But I can quickly switch theme at any time with the --theme [theme]
command line option.
exporting to PDF
Exporting the PDF?
Yep, reveal-md can do that!
I use these NPM scripts in the package.json
of the presentation’s repository:
...
"scripts": {
...
"preexport:pdf": "cp presentation.md 2print.md && replace-in-file '/class="fragment"/g' ' ' 2print.md --isRegex",
"export:pdf": "reveal-md 2print.md -w --css local.css --theme white --print presentation.pdf",
"postexport:pdf": "rm 2print.md"
},
...
As you can see, I use replace-in-file
dependency to remove all fragments in order to only print one page per slide, or else, each fragment will be printed on a new page, simulating a page-by-page animation.

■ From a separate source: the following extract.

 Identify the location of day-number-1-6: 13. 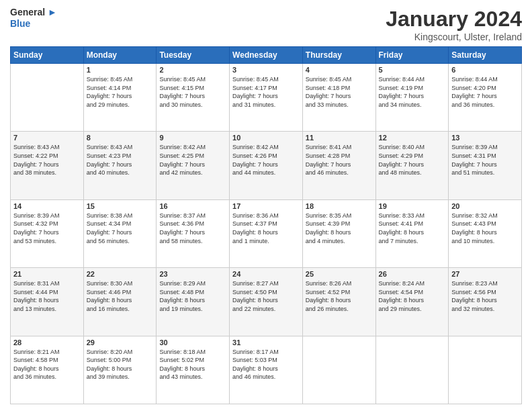
(485, 138).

exporting to an HTML static website
You can also export your presentation to a statically rendered HTML snapshot of it.
I use these NPM scripts in the package.json
of the presentation’s repository:
...
"scripts": {
...
"export:site": "reveal-md presentation.md --css local.css --theme white --static _site",
"postexport:site": "cp *.svg _site/ && cp *.png _site/ && cp *.jpg _site/ && cp *.mp4 _site/ && cp robots.txt _site/ && cp *.svg _site/_assets/ && cp *.png _site/_assets/ && cp *.jpg _site/_assets/",
...
Again, some post-processing to copy all images, videos as they were not copied by the export static option of reveal-md — I might have missed some option, tell me how can I do this more cleanly if you know how; I will really appreciate the help!
Conclusion
You’ve seen that reveal-md is a powerful tool to create technical presentations with code, iframes, animations, and emojis. It comes with useful shortcuts and commands to export to a static website and PDF to share after a meeting.